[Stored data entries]
((

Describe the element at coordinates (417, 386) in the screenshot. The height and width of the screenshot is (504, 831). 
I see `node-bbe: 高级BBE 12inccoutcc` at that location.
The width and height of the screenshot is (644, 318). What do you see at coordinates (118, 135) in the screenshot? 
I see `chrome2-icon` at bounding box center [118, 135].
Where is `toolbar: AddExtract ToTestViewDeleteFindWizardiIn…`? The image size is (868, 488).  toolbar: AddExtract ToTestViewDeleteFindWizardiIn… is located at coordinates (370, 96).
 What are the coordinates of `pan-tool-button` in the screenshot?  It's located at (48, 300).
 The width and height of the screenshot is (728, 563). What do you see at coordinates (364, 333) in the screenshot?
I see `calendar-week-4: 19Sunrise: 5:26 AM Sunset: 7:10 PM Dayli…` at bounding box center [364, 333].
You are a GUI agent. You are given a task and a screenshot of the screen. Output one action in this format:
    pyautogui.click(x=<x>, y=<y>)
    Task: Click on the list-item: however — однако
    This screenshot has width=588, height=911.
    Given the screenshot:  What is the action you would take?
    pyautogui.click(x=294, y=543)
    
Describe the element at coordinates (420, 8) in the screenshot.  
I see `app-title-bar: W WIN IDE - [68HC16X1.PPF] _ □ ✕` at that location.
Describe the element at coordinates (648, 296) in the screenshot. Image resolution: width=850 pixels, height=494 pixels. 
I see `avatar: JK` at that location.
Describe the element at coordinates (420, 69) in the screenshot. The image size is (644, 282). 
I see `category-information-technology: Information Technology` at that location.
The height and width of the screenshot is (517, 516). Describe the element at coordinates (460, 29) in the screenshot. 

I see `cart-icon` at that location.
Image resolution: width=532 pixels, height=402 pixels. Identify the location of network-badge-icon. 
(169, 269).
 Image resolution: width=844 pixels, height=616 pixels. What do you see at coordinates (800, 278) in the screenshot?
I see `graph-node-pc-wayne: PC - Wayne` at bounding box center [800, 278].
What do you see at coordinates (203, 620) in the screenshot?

))

*WHAT THE TASK ASKS*
Find the line that contains "What are the". Repeat it and every line after it, exactly as written, up to and including the last line of the records above.

*EXERCISE SOLUTION*
 What are the coordinates of `pan-tool-button` in the screenshot?  It's located at (48, 300).
 The width and height of the screenshot is (728, 563). What do you see at coordinates (364, 333) in the screenshot?
I see `calendar-week-4: 19Sunrise: 5:26 AM Sunset: 7:10 PM Dayli…` at bounding box center [364, 333].
You are a GUI agent. You are given a task and a screenshot of the screen. Output one action in this format:
    pyautogui.click(x=<x>, y=<y>)
    Task: Click on the list-item: however — однако
    This screenshot has width=588, height=911.
    Given the screenshot:  What is the action you would take?
    pyautogui.click(x=294, y=543)
    
Describe the element at coordinates (420, 8) in the screenshot.  
I see `app-title-bar: W WIN IDE - [68HC16X1.PPF] _ □ ✕` at that location.
Describe the element at coordinates (648, 296) in the screenshot. Image resolution: width=850 pixels, height=494 pixels. 
I see `avatar: JK` at that location.
Describe the element at coordinates (420, 69) in the screenshot. The image size is (644, 282). 
I see `category-information-technology: Information Technology` at that location.
The height and width of the screenshot is (517, 516). Describe the element at coordinates (460, 29) in the screenshot. 

I see `cart-icon` at that location.
Image resolution: width=532 pixels, height=402 pixels. Identify the location of network-badge-icon. 
(169, 269).
 Image resolution: width=844 pixels, height=616 pixels. What do you see at coordinates (800, 278) in the screenshot?
I see `graph-node-pc-wayne: PC - Wayne` at bounding box center [800, 278].
What do you see at coordinates (203, 620) in the screenshot?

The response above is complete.